Everything is a draft

Raymond Weitekamp
PhD to CEO
Published in
3 min readOct 22, 2018

In undergrad, you brainstorm, outline, draft, critique and revise in the convenient container of one semester. Then you turn it in, get a grade and forget all about it.

In grad school, you spend 3+ years figuring out what the hell you are doing, then a few more writing about it. The school year doesn’t matter anymore, but you still have to work with a similar mentality: brainstorm, outline, draft, critique and revise before you get scooped. Then your paper is published in Nature Nanotribology and you can finally get some sleep. Since you will have unearthed more questions than you will have answered, you get to leave behind a huge mess when you graduate. A mess that some poor sucker will have to sort through to try to reproduce your work. (In startups that is called technical debt ;)

In school you get to submit a final version, be done and move on with your life.

In real life, everything is a draft.

This ‘final version mentality’ is one of the biggest psychological hurdles for deep tech founders. I know it was for me. There are no submission guidelines for your first product. There is no editor to decide whether or not it is allowed to launch. There is no semester schedule or expected graduation timeline. Without some structure, you will go into analysis paralysis, or worse, a never-ending spiral of R&D efforts that somehow never get any closer to the ‘final version’.

I can’t explain the mechanism, but deadlines are extremely helpful, especially if there is an external forcing function. On my ARPA-E project, we mysteriously managed to hit the first 8 quarters worth of milestones within days of the deadlines. In many cases, we hit the milestone after submitting the written report, but before the in-person meeting a week later. This is on a project with insane scientific risk. It’s not just the kick in the pants — that is only part of the story. There is some other mysterious force at work. I have no scientific explanation. Deadlines are magic.

My advice to the PhD to CEO is to accept this magic. You don’t need to know how it works to harness the power of this mysterious force. Here’s how:

  1. Find an excuse to create a deadline. It could be a customer visit, a demo day, your dwindling bank account — whatever. Psychologically — it is better if it is external, even if you have to engineer it yourself.
  2. Accept that everything is a draft. You are very likely going to need to reduce the scope of the project (a few times) to even come close to hitting the deadline. What would this project look like if it were easy? What is absolutely essential? What is nice to have (for next time)?
  3. Ship it. It is okay to be a little embarrassed (internally), but whatever you do, don’t apologize for it (externally). Be confident, proactively talk about how valuable your tech is. Don’t apologize for what it is not (yet). They probably won’t even notice that something is missing. If they do want something that is missing, tell them that you could do it faster if they paid you to. Or that it is not currently on the roadmap, but it could be if they paid for it. Help them help you.
  4. Capture feedback. Be open to feedback, document it, and organize it into an actionable plan. What are the words that excite people? What pieces fall flat? As long as you don’t burn any bridges — each encounter is really just an option to a future encounter. It is up to you to be relentless in your follow-up. Be relentless in your follow-up.
  5. Iterate and repeat. One of the biggest disadvantages of deep tech: you can’t loop through this cycle 10,000 times per year like Facebook. One of the biggest advantages of deep tech: neither can anyone else in the world. Choose hard problems to solve. Not just ones that you think are novel — use the feedback that you receive to solve really hard problems for customers.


> _Assigned task_
Find every line in the records below that contains the word "food", and copy each such line.

________________________________________

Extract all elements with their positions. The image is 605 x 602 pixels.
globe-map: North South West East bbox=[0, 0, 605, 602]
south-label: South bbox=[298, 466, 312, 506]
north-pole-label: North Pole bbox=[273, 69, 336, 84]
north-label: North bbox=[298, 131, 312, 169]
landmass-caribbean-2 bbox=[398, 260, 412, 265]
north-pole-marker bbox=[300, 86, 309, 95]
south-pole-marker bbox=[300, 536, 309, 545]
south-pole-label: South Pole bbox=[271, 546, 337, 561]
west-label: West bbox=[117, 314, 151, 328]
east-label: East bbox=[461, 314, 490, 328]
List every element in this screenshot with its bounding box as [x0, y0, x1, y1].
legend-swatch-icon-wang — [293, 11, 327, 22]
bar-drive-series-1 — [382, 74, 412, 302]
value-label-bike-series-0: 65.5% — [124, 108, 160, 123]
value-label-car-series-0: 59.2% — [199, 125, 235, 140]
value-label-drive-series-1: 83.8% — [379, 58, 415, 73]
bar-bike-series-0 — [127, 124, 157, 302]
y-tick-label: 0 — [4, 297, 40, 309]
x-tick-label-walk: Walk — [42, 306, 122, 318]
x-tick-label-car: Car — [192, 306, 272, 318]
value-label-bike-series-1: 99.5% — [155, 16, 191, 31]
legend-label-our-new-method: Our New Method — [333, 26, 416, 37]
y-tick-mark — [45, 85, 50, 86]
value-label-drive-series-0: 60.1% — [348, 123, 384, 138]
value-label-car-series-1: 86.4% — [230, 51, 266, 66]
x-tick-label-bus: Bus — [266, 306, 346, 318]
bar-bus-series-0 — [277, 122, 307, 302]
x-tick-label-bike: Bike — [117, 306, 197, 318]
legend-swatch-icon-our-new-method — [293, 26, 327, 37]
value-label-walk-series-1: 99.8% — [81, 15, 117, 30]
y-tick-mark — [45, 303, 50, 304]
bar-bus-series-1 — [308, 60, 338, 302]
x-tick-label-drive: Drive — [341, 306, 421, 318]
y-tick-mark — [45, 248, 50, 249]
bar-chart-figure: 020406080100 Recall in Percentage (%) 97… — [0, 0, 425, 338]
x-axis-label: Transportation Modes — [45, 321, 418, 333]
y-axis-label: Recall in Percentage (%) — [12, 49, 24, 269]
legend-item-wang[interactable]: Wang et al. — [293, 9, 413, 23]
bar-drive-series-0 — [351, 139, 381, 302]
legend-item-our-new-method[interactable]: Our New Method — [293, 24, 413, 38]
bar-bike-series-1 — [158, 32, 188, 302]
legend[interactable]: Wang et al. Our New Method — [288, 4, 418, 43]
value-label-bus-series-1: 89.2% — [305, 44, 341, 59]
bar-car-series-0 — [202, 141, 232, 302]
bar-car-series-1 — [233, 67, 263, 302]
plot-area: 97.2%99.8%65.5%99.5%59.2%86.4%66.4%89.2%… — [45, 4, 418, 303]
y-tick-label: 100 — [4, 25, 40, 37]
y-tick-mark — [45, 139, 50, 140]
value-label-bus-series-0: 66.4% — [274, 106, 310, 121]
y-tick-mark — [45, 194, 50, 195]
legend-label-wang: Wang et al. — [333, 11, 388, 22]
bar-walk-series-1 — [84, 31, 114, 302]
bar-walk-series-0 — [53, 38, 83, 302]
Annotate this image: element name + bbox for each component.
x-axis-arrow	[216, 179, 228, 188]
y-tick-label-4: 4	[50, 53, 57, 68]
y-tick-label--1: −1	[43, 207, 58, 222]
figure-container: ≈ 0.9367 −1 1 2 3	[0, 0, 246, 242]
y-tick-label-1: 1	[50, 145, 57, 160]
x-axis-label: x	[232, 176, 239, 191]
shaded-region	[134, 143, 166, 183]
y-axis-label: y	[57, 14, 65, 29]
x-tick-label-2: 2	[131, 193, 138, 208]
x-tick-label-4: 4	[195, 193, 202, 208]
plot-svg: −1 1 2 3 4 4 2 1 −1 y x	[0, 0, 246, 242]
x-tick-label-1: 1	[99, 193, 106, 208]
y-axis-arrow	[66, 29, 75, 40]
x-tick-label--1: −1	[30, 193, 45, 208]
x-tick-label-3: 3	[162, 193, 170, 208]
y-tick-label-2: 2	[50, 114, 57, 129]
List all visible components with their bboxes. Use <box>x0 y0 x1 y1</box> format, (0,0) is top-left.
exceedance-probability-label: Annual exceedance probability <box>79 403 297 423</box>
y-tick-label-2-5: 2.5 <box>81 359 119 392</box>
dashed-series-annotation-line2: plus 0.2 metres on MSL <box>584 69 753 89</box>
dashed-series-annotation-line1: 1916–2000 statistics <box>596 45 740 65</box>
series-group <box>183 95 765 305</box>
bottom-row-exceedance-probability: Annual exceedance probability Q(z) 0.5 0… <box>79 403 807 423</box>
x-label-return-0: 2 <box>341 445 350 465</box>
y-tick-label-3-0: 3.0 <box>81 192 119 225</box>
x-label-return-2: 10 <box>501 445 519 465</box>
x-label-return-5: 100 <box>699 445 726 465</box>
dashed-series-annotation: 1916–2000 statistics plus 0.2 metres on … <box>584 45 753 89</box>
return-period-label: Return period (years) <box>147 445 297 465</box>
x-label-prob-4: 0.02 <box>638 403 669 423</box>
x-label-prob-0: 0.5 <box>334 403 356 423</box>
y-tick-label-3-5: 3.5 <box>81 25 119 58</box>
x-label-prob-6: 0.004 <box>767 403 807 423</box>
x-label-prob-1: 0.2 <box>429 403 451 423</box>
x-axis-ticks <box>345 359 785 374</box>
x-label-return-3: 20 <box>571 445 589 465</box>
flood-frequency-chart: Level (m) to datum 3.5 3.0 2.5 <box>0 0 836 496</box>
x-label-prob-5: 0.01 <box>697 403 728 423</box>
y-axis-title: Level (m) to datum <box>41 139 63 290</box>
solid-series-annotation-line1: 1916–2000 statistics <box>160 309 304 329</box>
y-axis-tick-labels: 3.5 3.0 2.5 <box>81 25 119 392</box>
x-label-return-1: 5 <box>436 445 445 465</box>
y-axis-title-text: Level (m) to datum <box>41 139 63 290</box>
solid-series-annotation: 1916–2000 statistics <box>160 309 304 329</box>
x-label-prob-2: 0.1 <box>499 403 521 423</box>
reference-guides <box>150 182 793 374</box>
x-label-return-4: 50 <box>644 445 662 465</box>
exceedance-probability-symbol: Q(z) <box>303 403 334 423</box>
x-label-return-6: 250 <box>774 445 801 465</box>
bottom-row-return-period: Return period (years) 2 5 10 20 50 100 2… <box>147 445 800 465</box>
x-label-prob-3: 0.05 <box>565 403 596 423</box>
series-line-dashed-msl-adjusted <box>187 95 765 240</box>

________________________________________

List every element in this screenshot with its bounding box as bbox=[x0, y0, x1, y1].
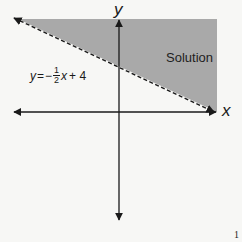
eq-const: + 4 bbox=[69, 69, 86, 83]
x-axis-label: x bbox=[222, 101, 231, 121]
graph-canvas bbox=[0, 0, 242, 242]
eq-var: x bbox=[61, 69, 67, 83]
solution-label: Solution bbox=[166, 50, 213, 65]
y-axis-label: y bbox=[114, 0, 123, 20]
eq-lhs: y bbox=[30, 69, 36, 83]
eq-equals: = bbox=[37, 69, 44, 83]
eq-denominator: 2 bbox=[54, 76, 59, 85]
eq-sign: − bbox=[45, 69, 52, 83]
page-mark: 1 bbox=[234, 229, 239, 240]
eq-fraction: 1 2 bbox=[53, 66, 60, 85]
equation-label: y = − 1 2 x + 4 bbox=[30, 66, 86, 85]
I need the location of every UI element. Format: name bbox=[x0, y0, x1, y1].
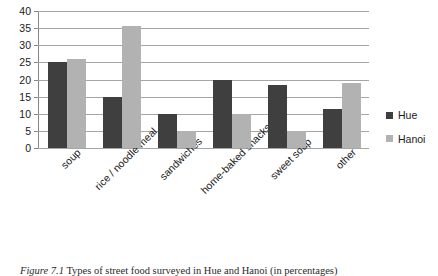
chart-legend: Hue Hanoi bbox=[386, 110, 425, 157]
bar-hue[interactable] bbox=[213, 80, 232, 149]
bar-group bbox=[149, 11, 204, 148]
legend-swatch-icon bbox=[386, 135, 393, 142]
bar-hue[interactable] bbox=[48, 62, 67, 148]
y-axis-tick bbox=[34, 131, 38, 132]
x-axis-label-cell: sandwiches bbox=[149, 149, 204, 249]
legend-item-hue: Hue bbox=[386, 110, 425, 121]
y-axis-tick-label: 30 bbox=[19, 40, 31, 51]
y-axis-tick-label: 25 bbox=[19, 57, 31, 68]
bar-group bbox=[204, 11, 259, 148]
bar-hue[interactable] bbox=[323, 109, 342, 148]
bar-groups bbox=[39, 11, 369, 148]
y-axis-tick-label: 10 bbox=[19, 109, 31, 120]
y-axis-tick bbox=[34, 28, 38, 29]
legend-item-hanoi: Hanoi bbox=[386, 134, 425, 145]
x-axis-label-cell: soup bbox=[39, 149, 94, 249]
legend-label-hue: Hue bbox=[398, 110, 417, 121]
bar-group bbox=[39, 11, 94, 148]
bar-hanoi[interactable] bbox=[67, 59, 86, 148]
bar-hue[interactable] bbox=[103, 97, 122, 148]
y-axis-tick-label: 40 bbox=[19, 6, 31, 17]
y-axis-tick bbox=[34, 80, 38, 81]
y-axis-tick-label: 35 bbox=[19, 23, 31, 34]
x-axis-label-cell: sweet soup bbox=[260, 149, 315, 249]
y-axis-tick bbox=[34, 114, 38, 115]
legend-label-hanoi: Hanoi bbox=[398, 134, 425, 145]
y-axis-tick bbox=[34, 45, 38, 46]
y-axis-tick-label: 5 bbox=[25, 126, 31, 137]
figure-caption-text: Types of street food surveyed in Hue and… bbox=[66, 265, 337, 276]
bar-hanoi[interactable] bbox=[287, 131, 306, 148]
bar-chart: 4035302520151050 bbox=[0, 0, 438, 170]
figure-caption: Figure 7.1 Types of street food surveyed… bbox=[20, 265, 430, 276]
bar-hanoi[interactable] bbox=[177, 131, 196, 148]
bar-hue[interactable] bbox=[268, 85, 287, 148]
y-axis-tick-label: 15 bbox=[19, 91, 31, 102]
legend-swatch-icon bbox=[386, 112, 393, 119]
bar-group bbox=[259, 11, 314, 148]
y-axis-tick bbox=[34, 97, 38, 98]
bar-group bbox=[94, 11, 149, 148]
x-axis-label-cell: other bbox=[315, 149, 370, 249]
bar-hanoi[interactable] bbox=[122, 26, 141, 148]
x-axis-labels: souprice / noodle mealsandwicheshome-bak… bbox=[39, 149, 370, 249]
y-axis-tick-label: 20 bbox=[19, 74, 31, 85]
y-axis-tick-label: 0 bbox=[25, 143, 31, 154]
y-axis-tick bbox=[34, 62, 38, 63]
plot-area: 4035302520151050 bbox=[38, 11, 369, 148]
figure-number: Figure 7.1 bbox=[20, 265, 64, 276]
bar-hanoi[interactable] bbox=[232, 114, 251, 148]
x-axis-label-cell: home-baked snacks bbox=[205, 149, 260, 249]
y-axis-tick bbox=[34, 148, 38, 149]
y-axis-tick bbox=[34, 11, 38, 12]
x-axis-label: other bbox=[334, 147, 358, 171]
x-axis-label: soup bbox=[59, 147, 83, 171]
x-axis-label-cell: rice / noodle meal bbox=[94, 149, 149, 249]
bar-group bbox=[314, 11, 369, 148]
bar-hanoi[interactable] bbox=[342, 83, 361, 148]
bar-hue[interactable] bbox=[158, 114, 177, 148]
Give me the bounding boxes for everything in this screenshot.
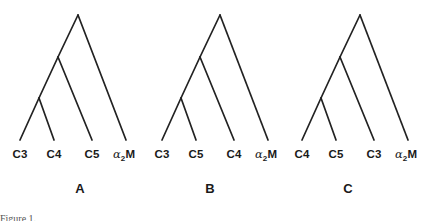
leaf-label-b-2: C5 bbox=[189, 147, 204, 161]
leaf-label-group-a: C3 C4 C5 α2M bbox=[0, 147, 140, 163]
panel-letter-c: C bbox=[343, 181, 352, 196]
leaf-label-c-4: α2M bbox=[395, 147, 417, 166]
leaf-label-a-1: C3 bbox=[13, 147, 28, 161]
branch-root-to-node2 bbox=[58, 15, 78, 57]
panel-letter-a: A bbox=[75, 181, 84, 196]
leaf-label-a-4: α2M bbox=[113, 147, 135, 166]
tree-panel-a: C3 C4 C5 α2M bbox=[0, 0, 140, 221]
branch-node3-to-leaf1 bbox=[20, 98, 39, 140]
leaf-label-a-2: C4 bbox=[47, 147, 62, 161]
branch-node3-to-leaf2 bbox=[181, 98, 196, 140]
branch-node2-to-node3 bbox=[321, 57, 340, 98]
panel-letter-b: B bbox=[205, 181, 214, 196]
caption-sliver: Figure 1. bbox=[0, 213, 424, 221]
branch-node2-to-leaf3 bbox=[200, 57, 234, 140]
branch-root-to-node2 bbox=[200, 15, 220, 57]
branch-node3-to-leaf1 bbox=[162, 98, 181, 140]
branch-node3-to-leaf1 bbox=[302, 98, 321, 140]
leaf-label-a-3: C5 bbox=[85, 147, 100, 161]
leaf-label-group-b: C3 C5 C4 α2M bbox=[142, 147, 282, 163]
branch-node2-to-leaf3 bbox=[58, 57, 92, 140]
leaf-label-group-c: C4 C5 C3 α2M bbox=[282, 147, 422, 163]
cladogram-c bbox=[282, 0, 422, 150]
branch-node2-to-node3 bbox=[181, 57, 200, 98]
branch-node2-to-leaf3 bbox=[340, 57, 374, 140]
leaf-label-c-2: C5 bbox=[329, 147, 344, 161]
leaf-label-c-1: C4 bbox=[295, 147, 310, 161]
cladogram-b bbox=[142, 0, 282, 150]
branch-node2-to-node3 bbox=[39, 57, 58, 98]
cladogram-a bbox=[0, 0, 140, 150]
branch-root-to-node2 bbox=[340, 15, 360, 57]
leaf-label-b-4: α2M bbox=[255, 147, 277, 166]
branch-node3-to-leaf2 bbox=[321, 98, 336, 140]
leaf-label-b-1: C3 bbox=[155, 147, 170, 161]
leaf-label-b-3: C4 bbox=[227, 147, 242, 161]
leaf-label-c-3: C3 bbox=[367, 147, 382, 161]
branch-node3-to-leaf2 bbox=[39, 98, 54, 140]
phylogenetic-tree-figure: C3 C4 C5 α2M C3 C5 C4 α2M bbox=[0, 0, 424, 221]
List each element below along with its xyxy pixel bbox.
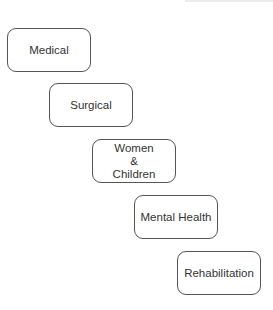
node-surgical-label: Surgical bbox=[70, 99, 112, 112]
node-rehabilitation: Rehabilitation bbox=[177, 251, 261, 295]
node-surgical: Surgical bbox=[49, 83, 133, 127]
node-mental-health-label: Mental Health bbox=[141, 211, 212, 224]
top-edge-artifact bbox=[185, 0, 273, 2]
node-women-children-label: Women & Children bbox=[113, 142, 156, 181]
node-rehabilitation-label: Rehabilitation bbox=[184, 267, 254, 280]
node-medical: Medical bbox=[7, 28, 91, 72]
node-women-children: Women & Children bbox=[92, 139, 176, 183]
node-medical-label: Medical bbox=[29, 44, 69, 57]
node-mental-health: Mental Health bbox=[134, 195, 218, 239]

________________________________________

> _Task solution_
figure-caption-text: Types of street food surveyed in Hue and… bbox=[66, 265, 337, 276]
figure-caption: Figure 7.1 Types of street food surveyed… bbox=[20, 265, 430, 276]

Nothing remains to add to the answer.